On Mon, Feb 16, 2009 at 10:50 AM, Sebastian Nowicki <sebnow@gmail.com> wrote:
On 16/02/2009, at 6:25 PM, Xavier wrote:
Before moving forward, I have a question : is there any good and portable way to convert between absolute and relative paths? I don't see any reason for doing any symlinks resolution anywhere. The only thing we need is to convert a given path (which can be either absolute or relative) to an absolute path. We need this because we are changing directories, and these paths have to stay valid so have to be absolute.
After a bit of Googling I haven't been able to find a solution. On the contrary, many posts indicate that there is no cross-platform way - at least not without introducing huge dependencies (python/ruby/etc). It's weird considering that there's a standard C function[1] which does exactly this. A semi-ugly solution would be to provide an executable which simply calls this function, as part of the pacman package. However, if the speed difference is not that important, the bash implementation is a nicer solution.
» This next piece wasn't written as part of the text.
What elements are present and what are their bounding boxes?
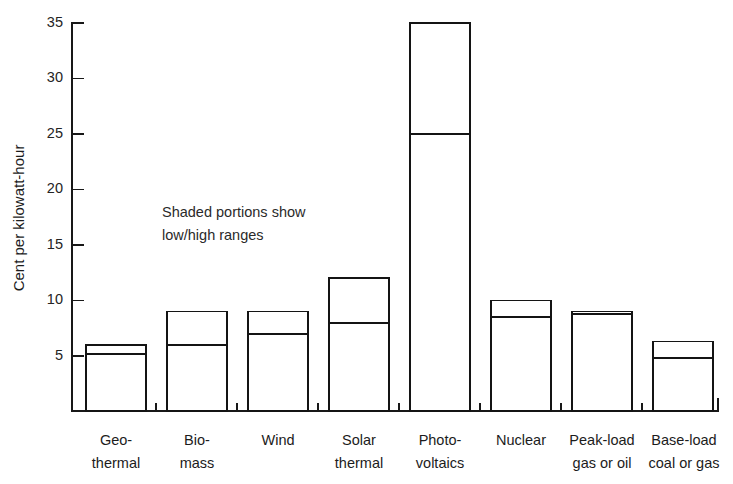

[1]: http://www.opengroup.org/onlinepubs/000095399/functions/realpath.html
That's so crazy and disappointing.. But well, since we are considering to implement our own thing in bash, maybe we could just go with a simpler bash function that just builds the absolute path? I saw several implementations in bash using a combination of dirname, basename, cd and pwd. Hopefully these 4 tools are portable. Otherwise dirname and basename can be reimplemented as well without too much complexity.